Milada Horakova opera ‘Tomorrow Will Be’ shines light on Czech history
Audiences in Prague are thunderously applauding a new opera that sets to music the bloody postwar show trials staged by the Communists. It is a daring, taboo-breaking attempt to tackle one of the most delicate episodes in Central European history: the conviction and hanging of a woman, Milada Horakova, who has since been declared a national heroine.
On Wednesday, the opening night, it quickly became clear that this was more than a cosy evening out at the theatre; it was an attempt by the nation to digest a bit of its troubled history. The lead role was played by the 82-year-old mezzo-soprano Sona Cervena, herself a victim of the secret police. Several of the older members of the audience in the Kolowrat theatre in Prague had been manhandled or arrested during the Stalinist era.
“The opera tells a fascinatingly brutal story; that of Milada Horakova,” said the director, Ales Brezina, who co-wrote the libretto of Tomorrow Will Be. Horakova, an anti-Nazi resistance fighter and camp survivor, was briefly a member of parliament after the war. The Communists arrested her, accused her of plotting against the regime, put her on trial in 1950 and, despite the pleas of Winston Churchill and Albert Einstein, sentenced her to death. She was the only woman to be formally executed in the purges.
“They prepared their trial as if it were a play in the theatre,” Mr Brezina said. “Someone wrote the script, there was a director and then there were the actors — the prosecutor, the judge, the defendants — who had to learn their lines by heart.” Show trials, he said, were rehearsed just like a play, and the first day of a show trial was treated like an opening night.
The importance of the opera for the Czech Republic is the way that it demonstrates the slow unravelling of the truth about the postwar purges. Horakova, who was 48 when she was hanged in Pankrac jail in Prague, was rehabilitated only in 1968 when Alexander Dubcek and his reformers tried to give communism a “human face”. However, shortly afterwards Soviet tanks crushed the so-called Prague Spring and Horakova’s family had to wait until the collapse of communism in 1990 before getting her name cleared.
In the same year a letter written by Horakova to her relatives hours before her execution was finally delivered. It had been 40 years in the post.
The text of the letter, read out on stage at the climax of the opera, reduced many Czechs to tears. “Why didn’t my grandparents tell me about all this?” Tomas Sapik, a drama student, asked after leaving the theatre. “There is still so much to talk about.” The fact is, 19 years after the Velvet Revolution and the ending of Communist rule, the country is still playing catch-up with the truth. A gritty black-and-white film of the show trial was unearthed from the archives only in 2005 and served as the basis for the opera libretto.
For the most part, the debate about the Stalinist trial is a dialogue between very elderly people. Ms Cernova, arrested and beaten after her husband defected to the West, still has fresh memories of the postwar purges. Her mother died in Pankrac prison, just like Horakova. That gives poignancy to her performance.
The woman who served as state prosecutor against Horakova was sentenced to jail last year.
She is 86 years old and still claims that she was only obeying orders. She has lodged an appeal against her eight-year sentence.
The opera, meanwhile, is booked out for months ahead.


> **Work task**
Using the data below, copy every line that contains the word "elements".

> **Information shown**
——————

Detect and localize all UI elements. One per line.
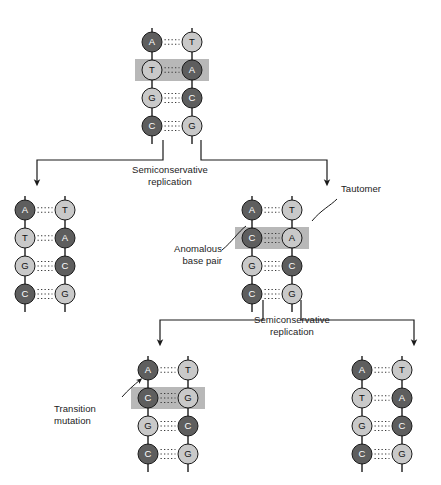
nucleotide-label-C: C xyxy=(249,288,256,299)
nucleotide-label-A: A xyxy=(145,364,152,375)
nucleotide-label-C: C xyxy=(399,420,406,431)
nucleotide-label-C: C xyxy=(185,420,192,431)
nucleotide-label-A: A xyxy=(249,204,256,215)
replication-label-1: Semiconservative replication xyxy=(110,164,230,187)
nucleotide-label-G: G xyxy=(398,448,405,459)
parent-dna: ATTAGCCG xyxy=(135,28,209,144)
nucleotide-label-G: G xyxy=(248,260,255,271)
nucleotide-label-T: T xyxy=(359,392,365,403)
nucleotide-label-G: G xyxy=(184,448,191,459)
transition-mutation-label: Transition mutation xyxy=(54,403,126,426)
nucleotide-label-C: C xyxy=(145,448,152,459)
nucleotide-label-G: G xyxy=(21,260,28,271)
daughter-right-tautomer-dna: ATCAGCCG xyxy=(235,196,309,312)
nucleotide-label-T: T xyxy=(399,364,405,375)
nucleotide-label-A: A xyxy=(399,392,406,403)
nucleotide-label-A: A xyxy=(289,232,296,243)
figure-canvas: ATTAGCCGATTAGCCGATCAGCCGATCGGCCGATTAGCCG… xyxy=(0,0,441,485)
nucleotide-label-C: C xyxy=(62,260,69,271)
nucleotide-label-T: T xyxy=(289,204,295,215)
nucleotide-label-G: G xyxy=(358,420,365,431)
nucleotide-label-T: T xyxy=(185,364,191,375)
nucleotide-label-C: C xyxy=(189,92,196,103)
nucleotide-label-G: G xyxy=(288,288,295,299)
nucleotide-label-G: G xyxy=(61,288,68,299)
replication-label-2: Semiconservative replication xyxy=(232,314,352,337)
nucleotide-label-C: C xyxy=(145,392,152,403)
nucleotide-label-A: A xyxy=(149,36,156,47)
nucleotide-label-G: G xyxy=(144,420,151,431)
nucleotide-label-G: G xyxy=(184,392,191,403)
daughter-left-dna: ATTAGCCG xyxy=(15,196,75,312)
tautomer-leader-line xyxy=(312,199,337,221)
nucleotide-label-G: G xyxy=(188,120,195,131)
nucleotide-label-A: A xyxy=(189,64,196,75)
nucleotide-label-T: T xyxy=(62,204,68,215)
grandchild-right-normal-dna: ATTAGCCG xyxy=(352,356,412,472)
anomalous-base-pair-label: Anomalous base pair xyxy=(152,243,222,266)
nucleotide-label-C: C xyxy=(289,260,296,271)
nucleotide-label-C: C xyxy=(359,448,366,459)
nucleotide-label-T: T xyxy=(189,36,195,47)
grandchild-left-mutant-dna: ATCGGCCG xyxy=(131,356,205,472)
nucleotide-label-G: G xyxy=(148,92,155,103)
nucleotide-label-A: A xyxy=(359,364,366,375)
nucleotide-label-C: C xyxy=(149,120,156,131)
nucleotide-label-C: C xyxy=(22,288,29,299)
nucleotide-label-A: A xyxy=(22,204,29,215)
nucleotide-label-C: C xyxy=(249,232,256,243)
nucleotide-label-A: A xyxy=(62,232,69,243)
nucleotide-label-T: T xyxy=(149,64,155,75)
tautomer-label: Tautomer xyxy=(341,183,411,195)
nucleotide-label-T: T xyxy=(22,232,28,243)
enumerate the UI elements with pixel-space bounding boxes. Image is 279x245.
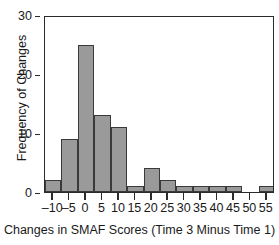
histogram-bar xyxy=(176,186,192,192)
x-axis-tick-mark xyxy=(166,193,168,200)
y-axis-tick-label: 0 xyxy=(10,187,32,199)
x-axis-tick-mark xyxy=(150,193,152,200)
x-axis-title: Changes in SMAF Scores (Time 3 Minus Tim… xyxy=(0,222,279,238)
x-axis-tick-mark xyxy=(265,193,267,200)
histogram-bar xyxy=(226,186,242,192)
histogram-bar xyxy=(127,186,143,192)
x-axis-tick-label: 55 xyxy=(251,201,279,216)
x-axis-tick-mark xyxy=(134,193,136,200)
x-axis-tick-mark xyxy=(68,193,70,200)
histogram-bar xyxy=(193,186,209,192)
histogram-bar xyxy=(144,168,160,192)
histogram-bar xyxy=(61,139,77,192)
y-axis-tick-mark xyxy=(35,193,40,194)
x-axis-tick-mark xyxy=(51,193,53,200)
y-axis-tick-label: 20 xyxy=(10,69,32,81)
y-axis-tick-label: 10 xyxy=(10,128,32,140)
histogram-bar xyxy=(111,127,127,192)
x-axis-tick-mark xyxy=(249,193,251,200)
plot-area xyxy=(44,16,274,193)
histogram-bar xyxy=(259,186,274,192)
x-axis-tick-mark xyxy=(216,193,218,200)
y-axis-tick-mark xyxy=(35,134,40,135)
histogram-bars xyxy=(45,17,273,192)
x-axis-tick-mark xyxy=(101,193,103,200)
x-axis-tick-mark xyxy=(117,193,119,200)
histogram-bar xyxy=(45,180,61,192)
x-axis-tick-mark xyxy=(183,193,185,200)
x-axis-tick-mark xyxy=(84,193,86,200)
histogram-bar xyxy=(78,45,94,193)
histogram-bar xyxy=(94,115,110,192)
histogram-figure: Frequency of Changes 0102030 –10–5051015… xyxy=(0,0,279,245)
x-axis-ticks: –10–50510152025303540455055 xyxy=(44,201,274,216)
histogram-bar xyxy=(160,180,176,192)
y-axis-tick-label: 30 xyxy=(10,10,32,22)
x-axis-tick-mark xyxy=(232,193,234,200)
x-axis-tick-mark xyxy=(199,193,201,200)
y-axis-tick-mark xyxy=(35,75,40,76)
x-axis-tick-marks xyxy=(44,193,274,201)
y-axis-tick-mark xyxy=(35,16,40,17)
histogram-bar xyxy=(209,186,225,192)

——————

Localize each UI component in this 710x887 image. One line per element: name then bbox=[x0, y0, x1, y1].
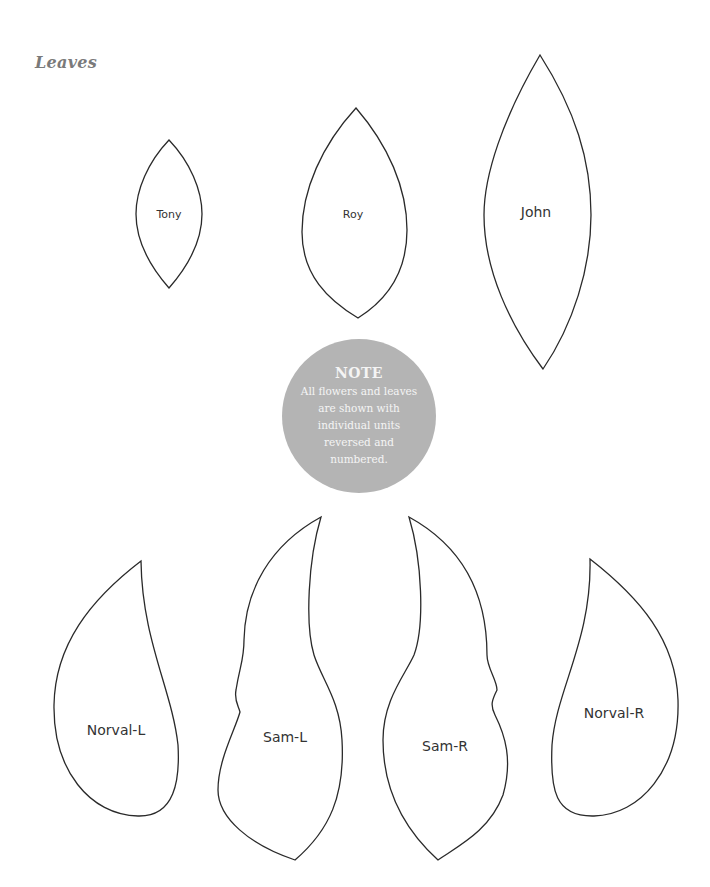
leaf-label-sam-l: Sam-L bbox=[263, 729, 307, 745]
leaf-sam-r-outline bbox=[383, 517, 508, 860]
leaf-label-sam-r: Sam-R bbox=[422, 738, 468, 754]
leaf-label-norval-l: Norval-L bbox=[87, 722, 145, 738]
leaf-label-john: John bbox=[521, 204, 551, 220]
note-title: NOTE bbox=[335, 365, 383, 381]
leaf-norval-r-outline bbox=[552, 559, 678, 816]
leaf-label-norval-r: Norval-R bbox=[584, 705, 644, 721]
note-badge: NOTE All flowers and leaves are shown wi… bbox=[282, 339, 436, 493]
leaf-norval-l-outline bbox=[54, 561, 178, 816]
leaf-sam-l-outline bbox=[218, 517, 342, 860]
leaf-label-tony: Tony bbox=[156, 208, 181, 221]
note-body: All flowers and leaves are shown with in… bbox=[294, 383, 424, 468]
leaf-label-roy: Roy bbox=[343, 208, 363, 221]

——————

> **Reply to the exercise**
Detect and localize all UI elements. One per line.
enumerate the UI elements with pixel-space bounding boxes. Image is 279x245.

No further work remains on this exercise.